Ramblings

Why Blogofile?

I recently started following Planet Python, and two posts by Mike Pirnat caught my attention: I have to admit that if after the first post I did not really try to learn too much about Blogofile, – “Yet another blog engine”, he thought – the second post, however, got me more interested: pushing a changeset to publish a new blog post, that looked exciting and I decided to learn more. That led to this blog.

I’ve been meaning to start a technical blog for some time now, but I never quite found a setup that would look appealing enough for me to do it. Blogofile got me started: let’s find out why.

Not a $wordpress

I guess that we all fall for free stuff or simplicity, but I’m still fairly amazed by the number of developer blogs that are hosted on Blogger or Wordpress.com: my experiments with those services have not been so great, and most of all, posting any kind of code seemed, at the time, difficult. But, fair enough, setup is simple, and every penny you save is a penny you can spend on troll food.

Using a blog platform was not an option for me: I want control over the content I serve, and, ideally, a blog would only be a starting point.
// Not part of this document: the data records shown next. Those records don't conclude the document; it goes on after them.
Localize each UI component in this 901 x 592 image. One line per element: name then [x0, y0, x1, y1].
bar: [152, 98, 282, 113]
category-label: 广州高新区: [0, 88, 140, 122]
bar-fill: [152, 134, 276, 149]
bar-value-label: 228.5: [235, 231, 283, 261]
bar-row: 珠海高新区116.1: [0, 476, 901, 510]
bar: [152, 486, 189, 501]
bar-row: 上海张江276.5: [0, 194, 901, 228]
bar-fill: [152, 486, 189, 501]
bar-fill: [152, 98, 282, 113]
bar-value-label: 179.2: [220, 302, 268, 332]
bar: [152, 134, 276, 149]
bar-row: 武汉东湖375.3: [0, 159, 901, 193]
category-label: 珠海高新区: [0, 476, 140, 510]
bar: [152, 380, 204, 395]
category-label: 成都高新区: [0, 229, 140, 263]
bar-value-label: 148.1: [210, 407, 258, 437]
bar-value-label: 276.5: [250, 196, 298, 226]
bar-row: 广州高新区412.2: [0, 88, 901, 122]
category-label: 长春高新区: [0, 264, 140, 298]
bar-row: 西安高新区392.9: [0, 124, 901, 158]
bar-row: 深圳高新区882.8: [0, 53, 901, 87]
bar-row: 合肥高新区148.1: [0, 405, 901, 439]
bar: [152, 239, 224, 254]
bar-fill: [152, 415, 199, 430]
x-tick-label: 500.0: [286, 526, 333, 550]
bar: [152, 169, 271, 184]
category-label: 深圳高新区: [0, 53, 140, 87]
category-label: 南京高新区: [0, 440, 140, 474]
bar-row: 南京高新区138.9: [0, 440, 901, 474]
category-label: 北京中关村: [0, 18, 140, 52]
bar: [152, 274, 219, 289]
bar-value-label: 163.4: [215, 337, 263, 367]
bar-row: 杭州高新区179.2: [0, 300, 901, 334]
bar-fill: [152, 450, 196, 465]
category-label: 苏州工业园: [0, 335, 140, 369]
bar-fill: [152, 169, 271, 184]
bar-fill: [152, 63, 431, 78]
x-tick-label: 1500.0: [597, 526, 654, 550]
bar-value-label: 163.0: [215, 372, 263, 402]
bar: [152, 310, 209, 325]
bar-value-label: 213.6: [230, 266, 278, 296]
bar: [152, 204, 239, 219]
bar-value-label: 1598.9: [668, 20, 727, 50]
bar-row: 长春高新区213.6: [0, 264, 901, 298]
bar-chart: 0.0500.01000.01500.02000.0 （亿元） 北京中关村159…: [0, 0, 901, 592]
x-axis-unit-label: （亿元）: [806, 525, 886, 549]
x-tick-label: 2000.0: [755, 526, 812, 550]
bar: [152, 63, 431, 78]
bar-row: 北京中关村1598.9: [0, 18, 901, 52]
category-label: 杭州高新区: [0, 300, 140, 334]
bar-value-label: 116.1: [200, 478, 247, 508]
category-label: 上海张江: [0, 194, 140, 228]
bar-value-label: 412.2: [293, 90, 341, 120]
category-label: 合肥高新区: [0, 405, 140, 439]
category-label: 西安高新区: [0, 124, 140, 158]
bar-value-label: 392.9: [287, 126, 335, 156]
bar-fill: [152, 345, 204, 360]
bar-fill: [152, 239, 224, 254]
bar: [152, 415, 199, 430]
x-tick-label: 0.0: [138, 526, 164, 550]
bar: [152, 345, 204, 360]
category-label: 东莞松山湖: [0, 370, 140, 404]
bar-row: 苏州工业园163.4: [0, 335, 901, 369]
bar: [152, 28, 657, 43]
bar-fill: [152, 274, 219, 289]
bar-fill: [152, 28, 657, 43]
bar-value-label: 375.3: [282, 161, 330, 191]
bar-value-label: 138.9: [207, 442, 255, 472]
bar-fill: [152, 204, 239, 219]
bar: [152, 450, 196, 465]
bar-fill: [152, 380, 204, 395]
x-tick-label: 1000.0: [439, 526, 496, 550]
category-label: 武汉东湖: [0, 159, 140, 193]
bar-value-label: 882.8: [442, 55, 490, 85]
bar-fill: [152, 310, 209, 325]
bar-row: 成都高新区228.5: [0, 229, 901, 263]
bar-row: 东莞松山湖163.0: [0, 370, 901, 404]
But then, for those that do spend time setting up a blog themselves, why would you pick $wordpress? ($wordpress being a placeholder for any CMS serving content dynamically). And this applies to me as well: why did I only consider dynamic applications so far? Afterall, we’re geeks, we’re good coders! We write blogs about code generation or compilation, Vim good practices, about details of load balancing or cache invalidations, but we would not be able to come up with a few lines of Python to generate HTML from a set of files formatted with ReST or markdown? Ridiculous! No, the reality is that most of us have hard-coded the blog == dynamic equivalence in our minds, and that it’s hard to work around it.

Static goodness

What’s dynamic in a blog? Article content, and comments. Do we need a database for this? I say that comments can be handled by Disqus: you can argue with that, I’m pretty sure that the FSF will someday pick up a fight against such platforms, but the service is good enough for me, and I can risk losing this data. For articles, you are in control, and from my viewpoint, we can afford to regenerate pages each time we write a post.

A blog is not this dynamic.

Fireballs

We’re getting fairly good at serving dynamic content. But still see a lot of blogs that get fireballed or go down after a couple hundred visits from a news aggregator: setting up a dynamic stack is quite easy; mastering this art is something else. Static content, on the other hand, is easier: Nginx with proper Cache-Control is a good start.

Security

My first hacks as a kid were done on PHP. I used PHP to send and receive Caesar cyphered blobs to my friends; I was creating pages issuing 50 or so unindexed requests to MySQL… I was young.

I then forgot about this sandbox. And when a nostalgic myself visited it years later… My browser blocked my request, warning me that I was accessing a malicious website. Hacked, of course :)

Static content means less things to sanitize, less permission issues. Happy me.

User control

I’m the kind of person that has troubles writing a lot of text without my favorite editor. Here, I wrote this post in Vim. I hit :make, the site is regenerated. I have a “high-end” SimpleHTTPServer running in background, and I can preview everything offline, without a complex setup. I also know that everything I view offline will be rendered as-is online: no backend can play tricks on us.

I version everything in a Mercurial repository (edit from the future: moved to Git and GitHub).

“Backups” are achieved with a simple hg clone.

“Deployments”? hg push and a changegroup hook.

The core blogofile sources are a mere 1200 lines of Python.

The blog controller is an additional 500 lines.

That’s really easy to analyze or patch, if you think that will ever need this.

I have yet to find something I really dislike about blogofile.